UFG x Rocketship California
A smarter facilities playbook for an aging, high-visibility school portfolio.
This packet translates UFG's local service platform into a working bid-ready partnership model for Rocketship California: fewer vendors, faster response, stronger preventive maintenance, and clearer capital planning across 13 campuses.
Inside this packet
Portfolio conditions, documented facility risk signals, the UFG operating model, a proposed campus walkthrough, compliance support, and a first-wave roadmap designed for Rocketship's California footprint.
Core proposition
One Northern California partner with family ownership, MBE standing, and dedicated safety oversight who can stabilize day-to-day operations while giving leadership a cleaner line of sight into backlog, compliance, and campus readiness.
UFG x Rocketship California
Built for schools that cannot afford facility drift.
Rocketship California is managing a portfolio where aging buildings, varied campus conditions, and decentralized vendor coordination can quietly erode consistency. UFG's position is simple: bring the field discipline, local coverage, and service integration that lets your team stay focused on school performance.
We prepared this packet specifically around Rocketship's California footprint, the conditions already visible across the portfolio, and the operating realities of a lean central facilities structure. Our intent is not to replace what is working. It is to remove friction where campus support, preventive maintenance, and vendor oversight can be tighter.
UFG is headquartered in Santa Clara and has spent more than two decades supporting Northern California properties with janitorial, HVAC support, electrical, plumbing, painting, landscaping, staffing, and general maintenance management. That local density matters when the expectation is fast action across the Bay Area, not more coordination overhead.
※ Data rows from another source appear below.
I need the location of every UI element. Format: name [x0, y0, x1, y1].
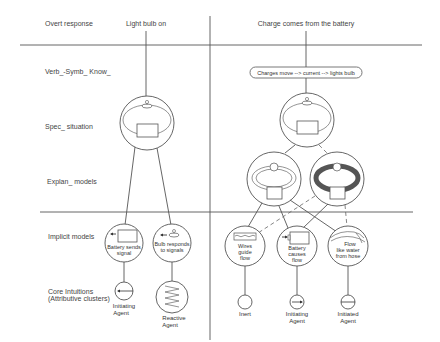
node-label: Initiating	[113, 303, 135, 309]
right-connector	[303, 204, 328, 228]
node-label: Agent	[340, 318, 356, 324]
right-connector	[279, 206, 288, 228]
left-spec-situation-node	[120, 96, 174, 150]
right-spec-situation-node	[280, 93, 334, 147]
node-label: from hose	[336, 253, 360, 259]
row-label-core-1: Core Intuitions	[48, 288, 94, 295]
node-label: flow	[292, 257, 302, 263]
node-label: Initiating	[286, 311, 308, 317]
node-label: signal	[117, 250, 131, 256]
node-label: Agent	[162, 322, 178, 328]
left-connector	[157, 148, 171, 225]
right-dashed-connector	[319, 145, 327, 153]
row-label-core-2: (Attributive clusters)	[48, 295, 110, 303]
wire-icon	[234, 233, 256, 240]
pill-text: Charges move --> current --> lights bulb	[257, 70, 355, 76]
right-dashed-connector	[345, 205, 347, 227]
node-label: flow	[240, 255, 250, 261]
node-label: Inert	[239, 311, 251, 317]
implicit-node-wires-guide-flow: Wires guide flow	[225, 226, 265, 266]
core-node-initiated-agent: Initiated Agent	[337, 295, 358, 324]
right-connector	[248, 203, 262, 227]
diagram-canvas: Overt response Verb_-Symb_ Know_ Spec_ s…	[0, 0, 440, 342]
right-overt-response: Charge comes from the battery	[258, 20, 355, 28]
implicit-node-flow-like-water: Flow like water from hose	[328, 226, 368, 266]
explan-node-thick-flow	[310, 152, 364, 206]
row-label-implicit: Implicit models	[48, 233, 95, 241]
implicit-node-bulb-responds: Bulb responds to signals	[153, 224, 191, 262]
verbal-knowledge-pill: Charges move --> current --> lights bulb	[250, 67, 362, 78]
core-node-initiating-agent: Initiating Agent	[113, 282, 135, 316]
core-node-initiating-agent-right: Initiating Agent	[286, 295, 308, 324]
row-label-overt: Overt response	[45, 20, 93, 28]
row-label-explan: Explan_ models	[47, 178, 97, 186]
row-label-spec: Spec_ situation	[45, 123, 93, 131]
core-node-reactive-agent: Reactive Agent	[156, 281, 188, 328]
core-node-inert: Inert	[238, 295, 252, 317]
node-label: Initiated	[337, 311, 358, 317]
left-connector	[125, 147, 135, 225]
implicit-node-battery-sends-signal: Battery sends signal	[105, 224, 143, 262]
implicit-node-battery-causes-flow: Battery causes flow	[277, 226, 317, 266]
node-label: Reactive	[162, 315, 186, 321]
explan-node-wire-loops	[247, 152, 301, 206]
battery-icon	[290, 232, 309, 244]
right-connector	[285, 145, 295, 153]
node-label: Agent	[113, 310, 129, 316]
left-overt-response: Light bulb on	[126, 20, 166, 28]
node-label: Agent	[289, 318, 305, 324]
row-label-verbal: Verb_-Symb_ Know_	[45, 68, 111, 76]
node-label: to signals	[160, 247, 183, 253]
As a family-owned and operated MBE Minority Business Enterprise with a dedicated safety and training compliance manager on staff, UFG brings the accountability structure school environments require, including child safeguarding training for every employee assigned to campus.
Prepared by United Facilities Group | Santa Clara, CaliforniaThe goal is not another vendor. The goal is a cleaner operating system for the campuses you already have.
UFG x Rocketship California
Rocketship does not have a facilities crisis. It has a facilities complexity problem.
That distinction matters. The California portfolio is still serviceable, but the combination of aging buildings, campus-specific constraints, and multiple specialist vendors creates a growing management burden. UFG's opportunity is to reduce complexity before it turns into cost.
1. The portfolio is entering the maintenance pressure zone.
Seven California campuses are already 13 to 19 years old. That is the stretch where preventive maintenance must become more intentional to avoid backlog growth and sudden capital events.
2. Documented site conditions are not generic.
Rocketship's California campuses include known pressure points: overcrowding, restroom adequacy concerns, shared-campus constraints, older repurposed buildings, and mixed construction types.
3. Central oversight only works with dependable local execution.
A leadership team managing standards from outside California benefits from fewer handoffs, cleaner reporting, and a partner that can work independently inside clear expectations.
UFG's thesis
Lead with a walkthrough and action book. Prove value through clarity, responsiveness, and visible campus wins. Then scale into a broader integrated service partnership as the bid window opens.
UFG x Rocketship California
Thirteen schools, multiple building stories, one operating standard to protect.
Rocketship California is not a uniform portfolio. The campuses span modular facilities, shared sites, repurposed buildings, net-zero design, and campuses facing visible utilization or layout stress. That mix is exactly why an integrated field partner can add leverage.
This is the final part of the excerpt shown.